If you want to try a show that I think should be universally loved, this is the one. Each of us will discover something about what we think we know as we watch.

A few years ago, I watched a show that defied me to dislike it: Rectify. It’s still available on Netflix. As many said, it was the best tv show that no one was watching when it first aired.

“It’s the beauty, not the ugly, that hurts the most.” As wounding as this quote was, I laughed when I heard it again this week. Laughter emanates from the recognition of at least a kernel of truth. Though I was prepared for The Stranger scene in Rectify, the wallop it hit me with caught me off guard. If this quote seems strange to you, it is because you didn’t visit the emotional world created in this tv series.

When Daniel violently taught Teddy a lesson about his ignorance of assault, I laughed at that too, even though the lesson was graphic.

Like other shows such as Six Feet Under, Rectify tore through me like a tornado. It uses language and emotion so close to my own inner monologue that I felt like someone strip-mined me a bit to create this show. I learned more from SFU during the second viewing. Rewatching Season 1 of Rectify both amplified and soothed my past life for me. For those not exposed to brutality, it may seem counterintuitive to find redemption in seeing someone else suffer to find it.

Along with books like “The Prince of Tides” or “A Prayer For Owen Meany,” I add “Rectify” to the list of great works that line the perimeter of the sublime for me. If you watch “Rectify” with a keen eye, you will see bits of me hidden in there.

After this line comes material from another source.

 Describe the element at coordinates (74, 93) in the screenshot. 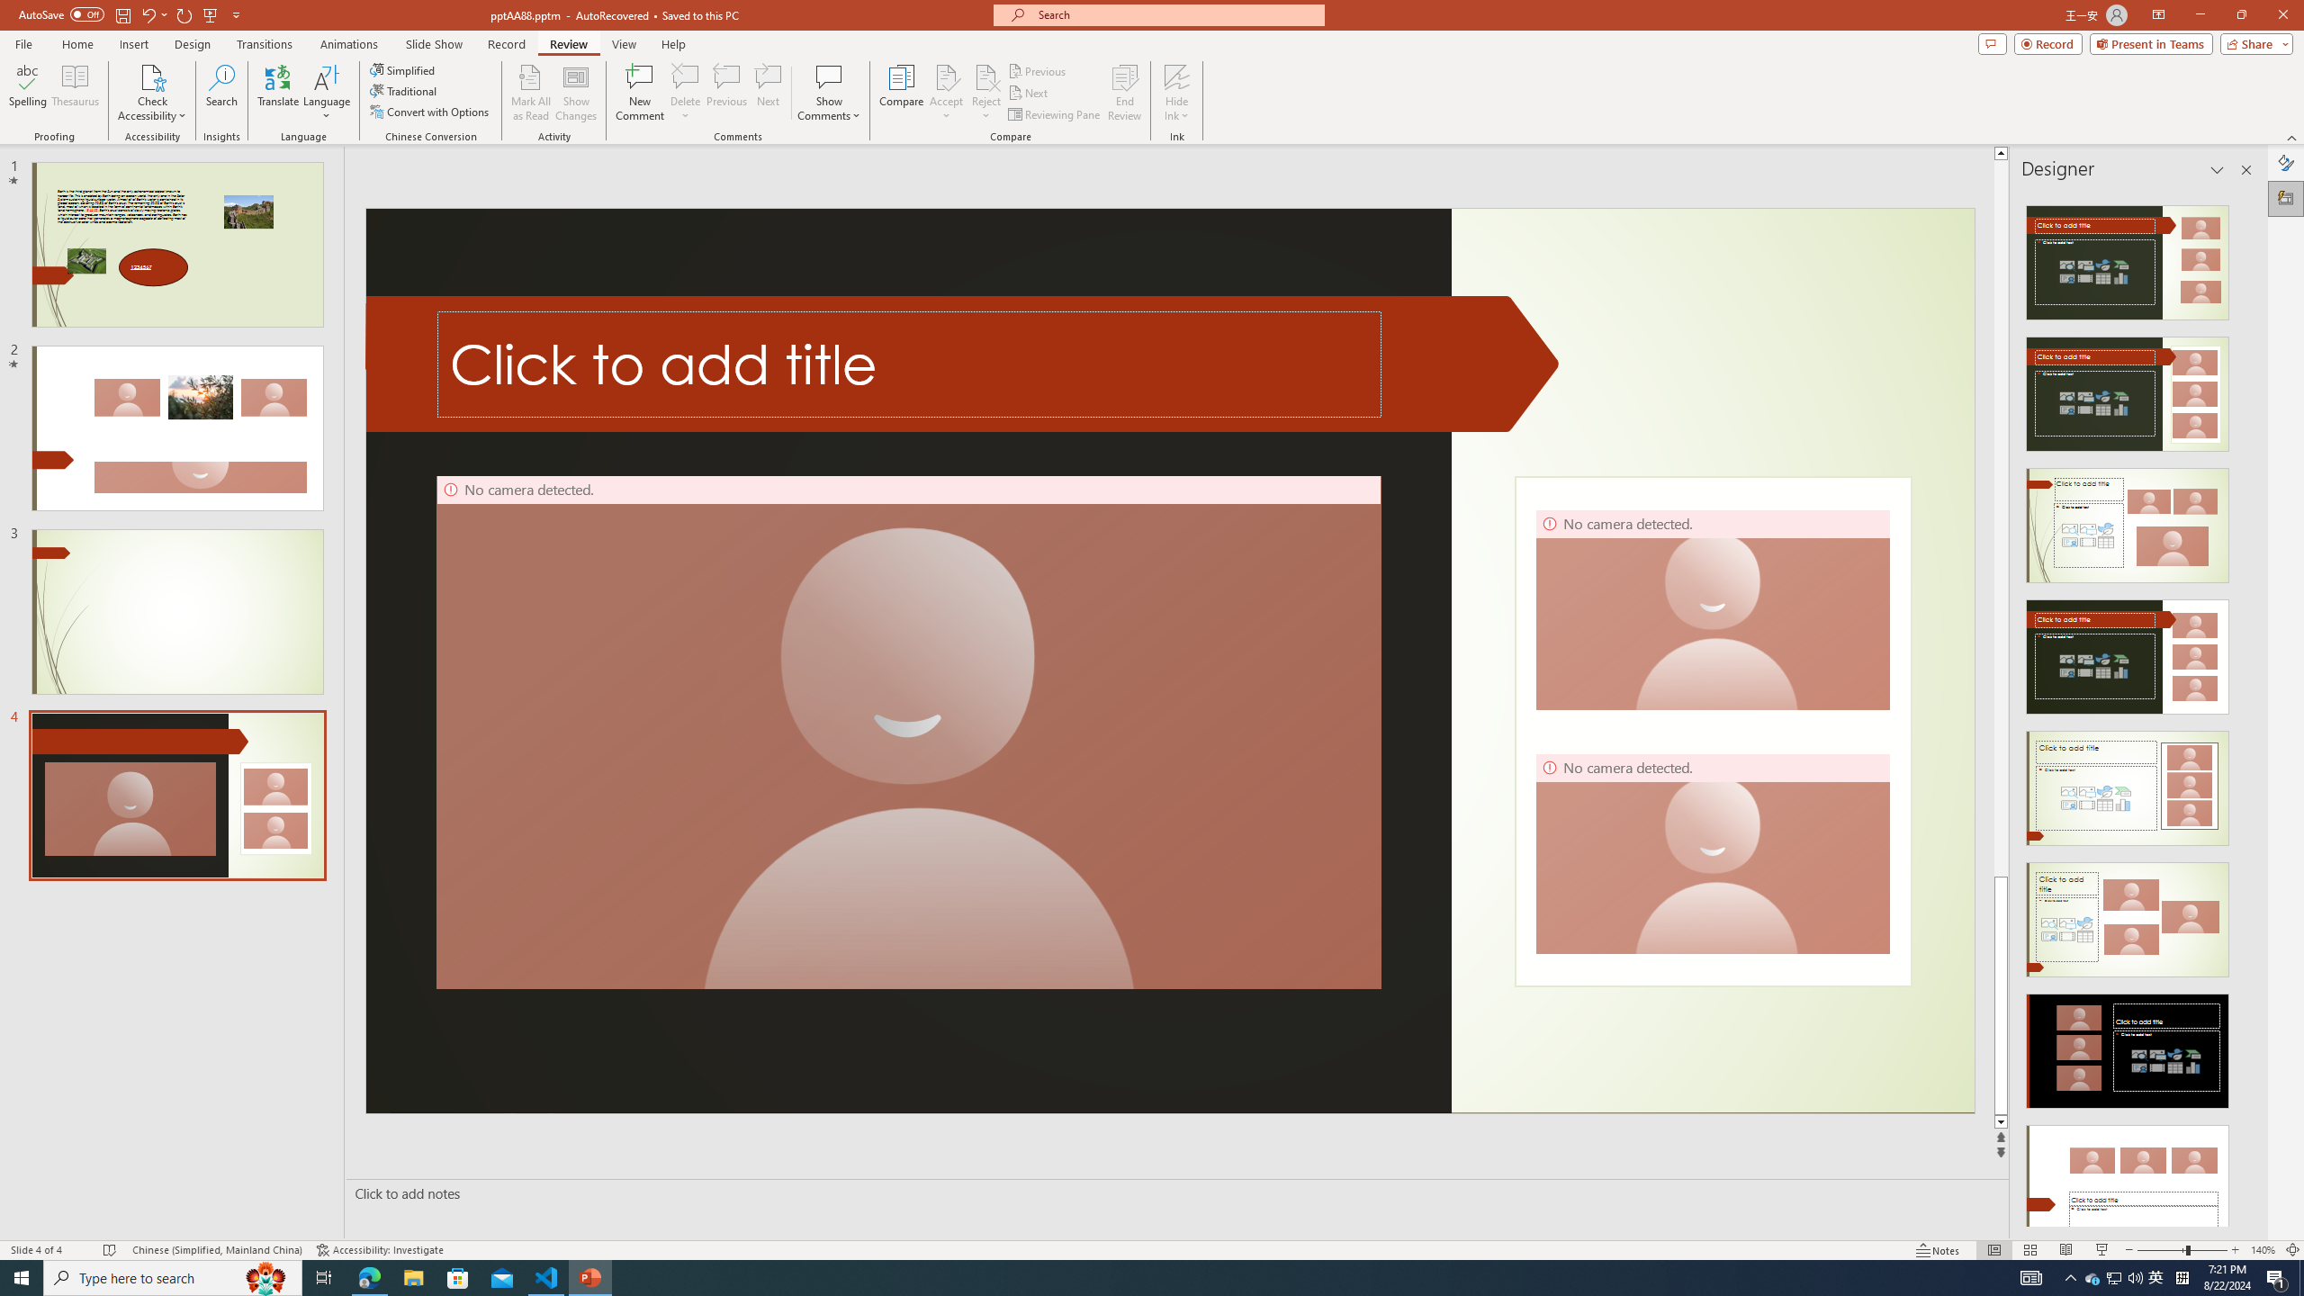

I see `Thesaurus...` at that location.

Watching the show again, I must admit that a couple of the scenes almost led me to burst into tears. I think it’s because I recognized the beauty in the struggle. We’re never the same person twice.

Here’s a link from something I wrote a few years ago:

https://xteri.me/2017/12/28/the-gift-of-rectify/

Redacted!

Although similar thoughts have passed through my porous brain over the years, I admit that the “Brooklyn 99” episode with Gina forced me to laugh out loud. I’ve said “blank” or “unintelligible mumble” in the past. Gina’s use of “redacted” was funnier, perhaps in part to the fact that not everyone would use the word in everyday conversation.

Have something you’d like to say but not say it? Want to curse but can’t? Have something potentially offensive? “Redacted” is your word.

In much the same way that saying “Karl” (from “Sling Blade”) denotes sharing a deep feeling for me, I find “redacted” increasingly serving in that capacity, too.

I made a gif to commemorate the word’s increased usage in my private vocabulary.